Bootstrapping new Features with Data
When adding a new piece of data or metadata, such as tagging, to an application, the feature must come with at least one use case beyond the ability to create, update, delete, and add metadata to existing data structures. This incentivizes the usage of the new data for users, and trains them to the usecase at the same time.
This can be something like 'now you can search, sort, and filter by this new data attribute' or more rich data visualization / drill-downs / intersections of data. In either case, it is important that the user be able to use the data for something immediately. Sometimes, this can be short-circuited and a feature can be introduced without additional data, and then data can add enrichment.
To simplify the leveraging and adoption, the closer to only one unique use case that a dataset gives, the better. Search, sort, and filter, may already exist on data in the app, in which case, adding a metadata attribute to these capabilities might be sufficient to facilitate adoption, but it also might mean that something else is already facilitating these activities, as this data -- especially tagging, is much more user driven segmentation.
This complicates the addition of new data, and there's a natural performance curve where it no longer makes sense to add new data elements because there's either no new feature to encourage its use. Because of this, user defined data attributes are probably the most powerful data model that can be added, and after they are added, there are diminishing returns on any structured data. Similarly, I conjecture that the natural performance curve plateau is probably when the data model is finally complete, and further features don't add data, but recontextualize it in new views and combinations. Similar to how user defined data attributions are the ultimate end of this journey, user defined data contextualization and visualization is probably the final feature: the ability of a user to put whatever data in a view that they want.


▸ **EXERCISE BRIEF**
Copy each line of the records that includes "retropharyngeal".
********
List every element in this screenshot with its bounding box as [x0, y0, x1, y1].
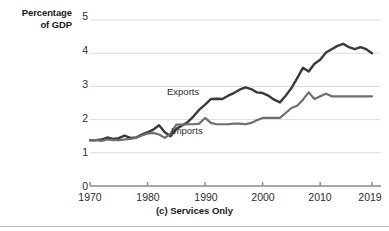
footer-divider — [0, 226, 389, 227]
y-tick-label-4: 4 — [72, 45, 88, 56]
series-line-exports — [90, 44, 372, 140]
y-tick-label-3: 3 — [72, 79, 88, 90]
series-label-exports: Exports — [167, 87, 199, 97]
x-tick-label-2010: 2010 — [298, 191, 342, 203]
services-only-line-chart: Percentage of GDP 0 1 2 3 4 5 1970 1980 … — [0, 0, 389, 231]
x-tick-label-2019: 2019 — [348, 191, 389, 203]
x-tick-label-2000: 2000 — [241, 191, 285, 203]
y-tick-label-1: 1 — [72, 147, 88, 158]
figure-caption: (c) Services Only — [0, 205, 389, 216]
y-tick-label-2: 2 — [72, 113, 88, 124]
x-tick-label-1990: 1990 — [184, 191, 228, 203]
series-line-imports — [90, 92, 372, 140]
y-tick-label-5: 5 — [72, 11, 88, 22]
series-label-imports: Imports — [171, 126, 203, 136]
x-tick-label-1970: 1970 — [68, 191, 112, 203]
x-tick-label-1980: 1980 — [126, 191, 170, 203]
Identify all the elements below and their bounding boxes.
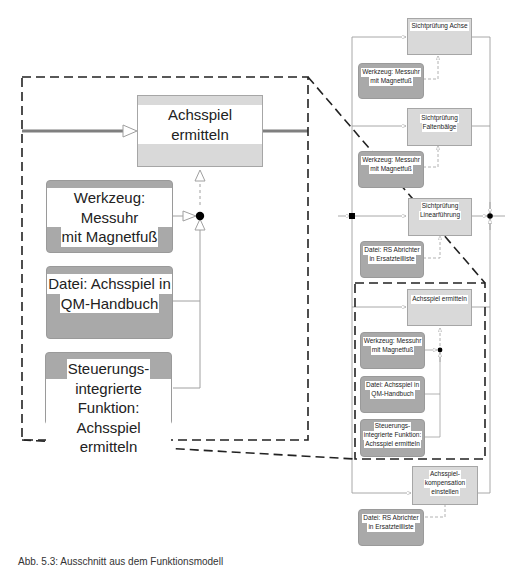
junction-dot-right <box>487 213 493 219</box>
resource-label: mit Magnetfuß <box>371 346 415 355</box>
function-sichtpruefung-achse[interactable]: Sichtprüfung Achse <box>407 18 472 55</box>
function-label: Linearführung <box>419 211 461 220</box>
resource-label: integrierte Funktion: <box>46 379 171 418</box>
detail-junction-dot <box>196 212 204 220</box>
resource-label: mit Magnetfuß <box>61 227 159 247</box>
resource-label: mit Magnetfuß <box>369 77 413 86</box>
function-label: Achsspiel ermitteln <box>138 105 262 144</box>
resource-rs-abrichter-2[interactable]: Datei: RS Abrichter in Ersatzteilliste <box>358 509 424 546</box>
function-sichtpruefung-faltenbaelge[interactable]: Sichtprüfung Faltenbälge <box>407 108 472 146</box>
function-label: Achsspiel ermitteln <box>411 295 468 304</box>
resource-messuhr-3[interactable]: Werkzeug: Messuhr mit Magnetfuß <box>360 332 425 369</box>
resource-label: Datei: RS Abrichter <box>362 514 419 523</box>
resource-label: Achsspiel ermitteln <box>364 440 421 449</box>
resource-label: Werkzeug: Messuhr <box>361 156 421 165</box>
detail-resource-qm-handbuch[interactable]: Datei: Achsspiel in QM-Handbuch <box>46 266 173 339</box>
resource-label: Steuerungs- <box>374 422 411 431</box>
resource-label: in Ersatzteilliste <box>367 523 414 532</box>
resource-label: QM-Handbuch <box>370 390 414 399</box>
resource-label: mit Magnetfuß <box>369 165 413 174</box>
resource-label: Datei: RS Abrichter <box>363 246 420 255</box>
resource-label: Werkzeug: Messuhr <box>47 188 172 227</box>
resource-label: in Ersatzteilliste <box>368 255 415 264</box>
function-achsspiel-ermitteln[interactable]: Achsspiel ermitteln <box>407 289 472 326</box>
resource-label: Steuerungs- <box>67 359 151 379</box>
junction-square <box>349 213 355 219</box>
resource-label: Werkzeug: Messuhr <box>363 337 423 346</box>
detail-resource-steuerungsfunktion[interactable]: Steuerungs- integrierte Funktion: Achssp… <box>45 352 172 425</box>
figure-caption: Abb. 5.3: Ausschnitt aus dem Funktionsmo… <box>18 556 223 567</box>
function-label: Sichtprüfung <box>421 202 460 211</box>
detail-resource-messuhr[interactable]: Werkzeug: Messuhr mit Magnetfuß <box>46 180 173 253</box>
function-label: kompensation <box>424 479 466 488</box>
resource-label: Datei: Achsspiel in <box>365 381 420 390</box>
detail-resource-links <box>173 170 205 388</box>
resource-messuhr-2[interactable]: Werkzeug: Messuhr mit Magnetfuß <box>358 151 424 188</box>
resource-label: Werkzeug: Messuhr <box>361 68 421 77</box>
resource-messuhr-1[interactable]: Werkzeug: Messuhr mit Magnetfuß <box>358 63 424 99</box>
function-label: Achsspiel- <box>429 470 461 479</box>
function-label: Sichtprüfung <box>420 114 459 123</box>
overview-f4-resource-links <box>424 350 440 437</box>
detail-function-achsspiel-ermitteln[interactable]: Achsspiel ermitteln <box>137 95 263 167</box>
function-label: Sichtprüfung Achse <box>410 22 468 31</box>
function-label: einstellen <box>430 488 459 497</box>
function-sichtpruefung-linearfuehrung[interactable]: Sichtprüfung Linearführung <box>408 198 472 236</box>
resource-steuerungsintegrierte-funktion[interactable]: Steuerungs- integrierte Funktion: Achssp… <box>360 419 425 457</box>
resource-label: Achsspiel ermitteln <box>46 418 171 457</box>
resource-label: Datei: Achsspiel in <box>47 274 172 294</box>
resource-label: QM-Handbuch <box>60 294 160 314</box>
resource-label: integrierte Funktion: <box>363 431 422 440</box>
junction-dot-f4 <box>438 348 443 353</box>
function-achsspielkompensation-einstellen[interactable]: Achsspiel- kompensation einstellen <box>412 466 478 505</box>
resource-achsspiel-qm-handbuch[interactable]: Datei: Achsspiel in QM-Handbuch <box>360 376 425 413</box>
function-label: Faltenbälge <box>422 123 458 132</box>
resource-rs-abrichter-1[interactable]: Datei: RS Abrichter in Ersatzteilliste <box>360 241 424 278</box>
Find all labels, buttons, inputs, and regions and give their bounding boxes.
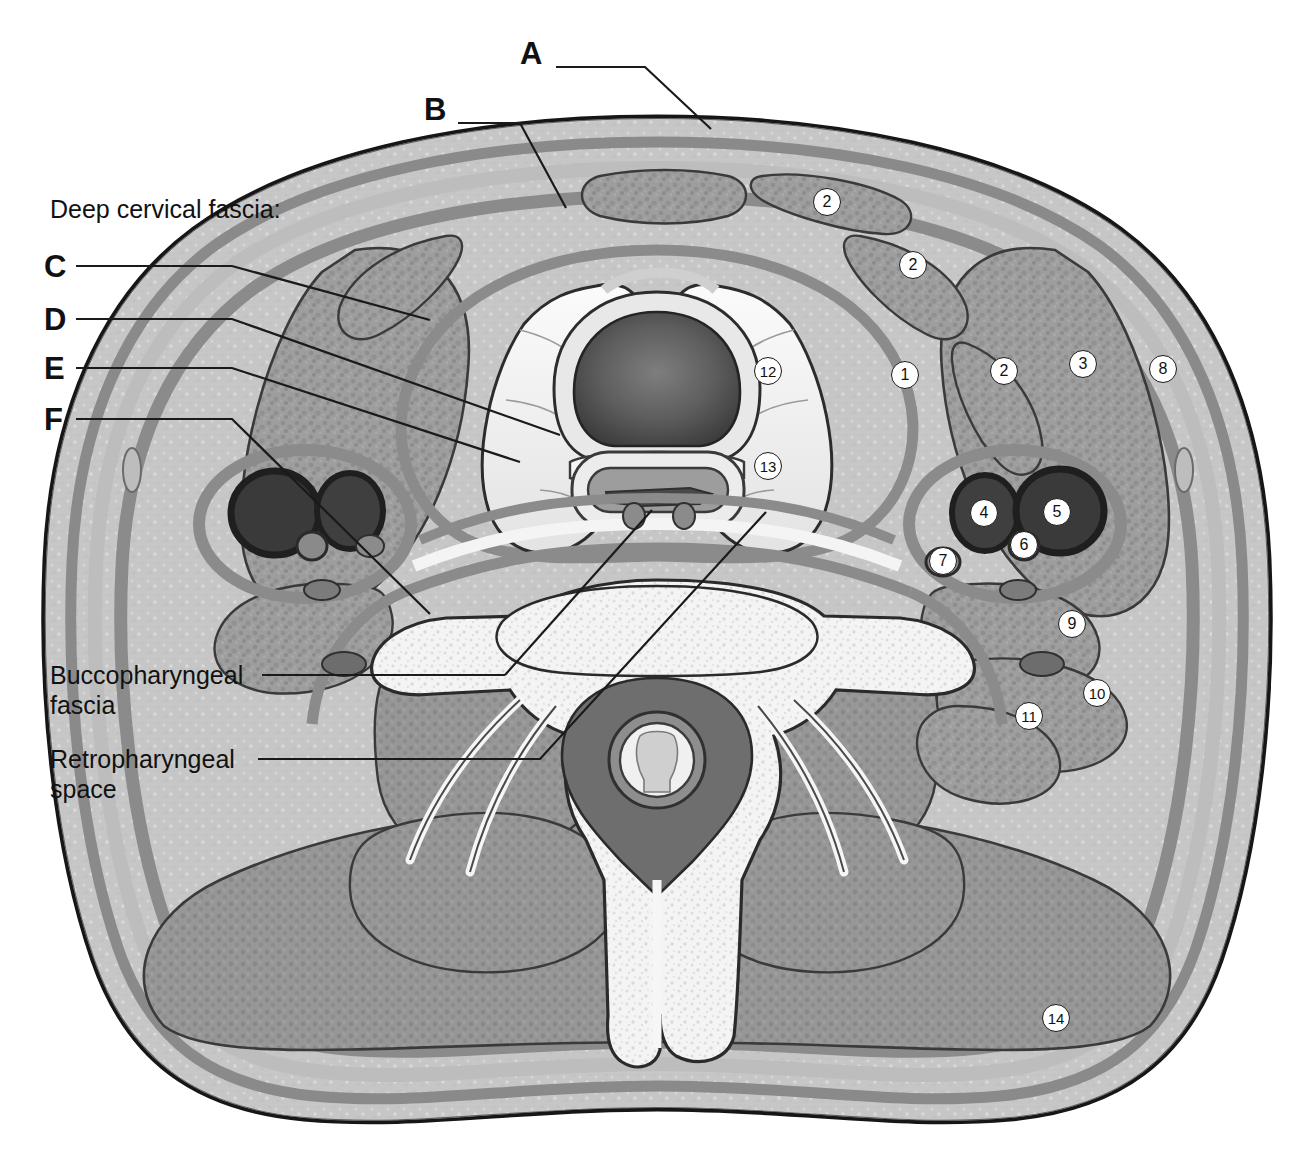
neck-cross-section-illustration (0, 0, 1314, 1175)
paratracheal-node-right (673, 503, 695, 529)
structure-marker-2[interactable]: 2 (813, 188, 841, 216)
vagus-nerve-left (297, 532, 327, 560)
callout-buccopharyngeal-fascia-line2: fascia (50, 690, 115, 720)
callout-buccopharyngeal-fascia-line1: Buccopharyngeal (50, 660, 243, 690)
external-jugular-left (123, 448, 141, 492)
structure-marker-11[interactable]: 11 (1015, 702, 1043, 730)
sternohyoid-left (582, 170, 746, 224)
callout-label-D[interactable]: D (44, 304, 66, 335)
vertebral-vessel-left (304, 580, 340, 600)
callout-retropharyngeal-space-line2: space (50, 774, 117, 804)
figure-canvas: Deep cervical fascia: A B C D E F Buccop… (0, 0, 1314, 1175)
structure-marker-8[interactable]: 8 (1149, 355, 1177, 383)
vertebral-vessel-right (1000, 580, 1036, 600)
small-vessel-right (1020, 652, 1064, 676)
structure-marker-10[interactable]: 10 (1083, 679, 1111, 707)
section-contents (45, 118, 1269, 1121)
structure-marker-12[interactable]: 12 (754, 357, 782, 385)
structure-marker-5[interactable]: 5 (1043, 498, 1071, 526)
callout-label-F[interactable]: F (44, 404, 63, 435)
structure-marker-13[interactable]: 13 (754, 452, 782, 480)
structure-marker-1[interactable]: 1 (891, 361, 919, 389)
structure-marker-6[interactable]: 6 (1010, 531, 1038, 559)
structure-marker-7[interactable]: 7 (929, 547, 957, 575)
callout-label-C[interactable]: C (44, 251, 66, 282)
callout-label-E[interactable]: E (44, 353, 65, 384)
tracheal-lumen (574, 312, 740, 446)
callout-label-A[interactable]: A (520, 38, 542, 69)
structure-marker-2[interactable]: 2 (899, 251, 927, 279)
structure-marker-4[interactable]: 4 (970, 499, 998, 527)
deep-cervical-fascia-heading: Deep cervical fascia: (50, 194, 281, 224)
paratracheal-node-left (623, 503, 645, 529)
structure-marker-2[interactable]: 2 (990, 357, 1018, 385)
external-jugular-right (1175, 448, 1193, 492)
structure-marker-3[interactable]: 3 (1069, 350, 1097, 378)
structure-marker-9[interactable]: 9 (1058, 610, 1086, 638)
small-vessel-left (322, 652, 366, 676)
structure-marker-14[interactable]: 14 (1042, 1004, 1070, 1032)
callout-retropharyngeal-space-line1: Retropharyngeal (50, 744, 235, 774)
callout-label-B[interactable]: B (424, 94, 446, 125)
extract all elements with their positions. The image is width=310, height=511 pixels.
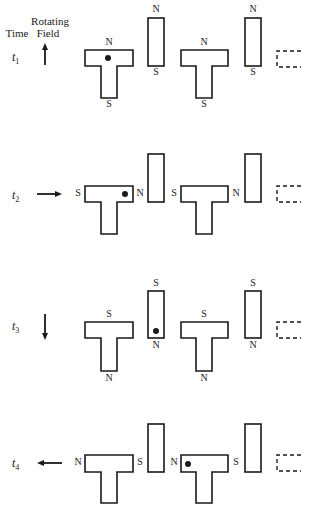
pole-label: N — [105, 372, 112, 383]
pole-label: N — [152, 339, 159, 350]
continuation-dashed-bracket — [277, 322, 301, 338]
rotor-t-shape: SN — [75, 186, 143, 234]
continuation-dashed-bracket — [277, 51, 301, 67]
continuation-dashed-bracket — [277, 186, 301, 202]
pole-label: S — [201, 98, 207, 109]
reference-dot — [185, 461, 191, 467]
pole-label: N — [136, 187, 143, 198]
pole-label: N — [152, 3, 159, 14]
time-step-row: t3SNSNSNSN — [12, 277, 301, 383]
time-label: t1 — [12, 50, 19, 66]
pole-label: S — [201, 308, 207, 319]
time-label: t4 — [12, 456, 19, 472]
field-column-header-line2: Field — [37, 27, 60, 39]
pole-label: N — [170, 456, 177, 467]
time-step-row: t4NSNS — [12, 424, 301, 503]
pole-label: S — [153, 277, 159, 288]
reference-dot — [105, 55, 111, 61]
stator-bar: SN — [148, 277, 164, 350]
field-arrow-right-icon — [37, 191, 62, 197]
reference-dot — [153, 328, 159, 334]
pole-label: S — [137, 456, 143, 467]
pole-label: S — [250, 277, 256, 288]
pole-label: S — [75, 187, 81, 198]
rotor-t-shape: SN — [85, 308, 133, 383]
field-column-header-line1: Rotating — [31, 15, 69, 27]
rotating-field-diagram: Time Rotating Field t1NSNSNSNSt2SNSNt3SN… — [0, 0, 310, 511]
stator-bar — [245, 154, 261, 202]
time-column-header: Time — [6, 27, 29, 39]
field-arrow-up-icon — [42, 43, 48, 65]
pole-label: S — [106, 98, 112, 109]
pole-label: N — [200, 36, 207, 47]
pole-label: N — [249, 339, 256, 350]
pole-label: N — [105, 36, 112, 47]
pole-label: S — [250, 66, 256, 77]
pole-label: S — [171, 187, 177, 198]
rotor-t-shape: NS — [85, 36, 133, 109]
stator-bar — [245, 424, 261, 472]
time-label: t2 — [12, 188, 19, 204]
rotor-t-shape: SN — [171, 186, 239, 234]
rotor-t-shape: NS — [181, 36, 228, 109]
stator-bar: NS — [245, 3, 261, 77]
rotor-t-shape: NS — [170, 455, 238, 503]
continuation-dashed-bracket — [277, 455, 301, 471]
time-step-row: t2SNSN — [12, 154, 301, 234]
pole-label: N — [249, 3, 256, 14]
pole-label: S — [153, 66, 159, 77]
pole-label: S — [106, 308, 112, 319]
rotor-t-shape: NS — [74, 455, 142, 503]
stator-bar — [148, 424, 164, 472]
time-step-rows: t1NSNSNSNSt2SNSNt3SNSNSNSNt4NSNS — [12, 3, 301, 503]
field-arrow-left-icon — [37, 460, 62, 466]
stator-bar — [148, 154, 164, 202]
rotor-t-shape: SN — [181, 308, 228, 383]
stator-bar: NS — [148, 3, 164, 77]
time-label: t3 — [12, 319, 19, 335]
reference-dot — [122, 191, 128, 197]
pole-label: N — [74, 456, 81, 467]
pole-label: N — [200, 372, 207, 383]
stator-bar: SN — [245, 277, 261, 350]
pole-label: N — [232, 187, 239, 198]
pole-label: S — [233, 456, 239, 467]
field-arrow-down-icon — [42, 314, 48, 340]
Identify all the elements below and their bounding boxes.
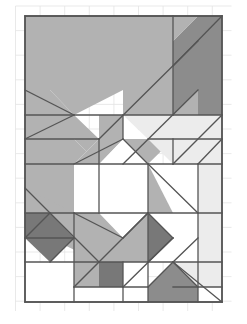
bottom-right-corner-light [198, 262, 222, 287]
lower-white-strip [74, 287, 123, 302]
bottom-white-panel [123, 262, 148, 302]
lower-left-white [25, 262, 74, 302]
geometric-figure [0, 0, 247, 324]
figure-canvas [0, 0, 247, 324]
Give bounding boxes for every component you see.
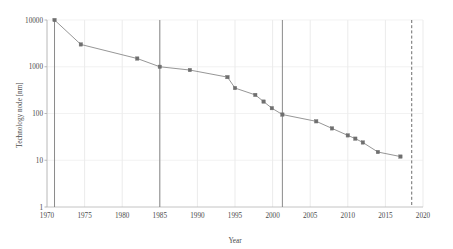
x-tick-label-2010: 2010 — [341, 212, 356, 220]
y-tick-label-10: 10 — [36, 157, 44, 165]
data-point-marker — [376, 150, 379, 153]
chart-root: 1970197519801985199019952000200520102015… — [0, 0, 453, 249]
x-tick-label-1980: 1980 — [115, 212, 130, 220]
data-point-marker — [158, 65, 161, 68]
data-point-marker — [254, 93, 257, 96]
y-axis-title: Technology node [nm] — [16, 82, 24, 147]
x-tick-label-1985: 1985 — [153, 212, 168, 220]
x-tick-label-2000: 2000 — [265, 212, 280, 220]
data-point-marker — [281, 113, 284, 116]
data-point-marker — [361, 141, 364, 144]
data-point-marker — [354, 137, 357, 140]
x-tick-label-1970: 1970 — [40, 212, 55, 220]
data-point-marker — [53, 18, 56, 21]
data-point-marker — [262, 100, 265, 103]
data-point-marker — [315, 120, 318, 123]
x-tick-label-1995: 1995 — [228, 212, 243, 220]
y-tick-label-10000: 10000 — [25, 17, 43, 25]
x-tick-label-1990: 1990 — [190, 212, 205, 220]
y-tick-label-1: 1 — [39, 204, 43, 212]
data-point-marker — [346, 134, 349, 137]
data-point-marker — [79, 43, 82, 46]
y-tick-label-100: 100 — [32, 110, 43, 118]
x-tick-label-2005: 2005 — [303, 212, 318, 220]
data-point-marker — [270, 106, 273, 109]
data-point-marker — [233, 86, 236, 89]
data-point-marker — [399, 155, 402, 158]
data-point-marker — [188, 68, 191, 71]
y-tick-label-1000: 1000 — [29, 63, 44, 71]
technology-node-line-chart: 1970197519801985199019952000200520102015… — [0, 0, 453, 249]
x-tick-label-1975: 1975 — [77, 212, 92, 220]
data-point-marker — [226, 75, 229, 78]
x-tick-label-2020: 2020 — [416, 212, 431, 220]
data-point-marker — [136, 57, 139, 60]
x-axis-title: Year — [228, 237, 242, 245]
x-tick-label-2015: 2015 — [378, 212, 393, 220]
data-point-marker — [330, 127, 333, 130]
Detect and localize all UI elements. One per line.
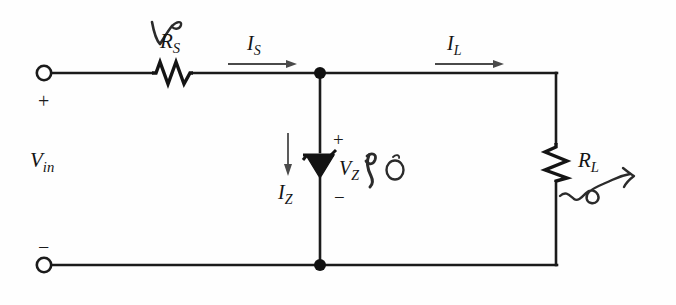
********
▸ **SOLUTION**
callout-retropharyngeal-space-line2: space (50, 774, 117, 804)
callout-retropharyngeal-space-line1: Retropharyngeal (50, 744, 235, 774)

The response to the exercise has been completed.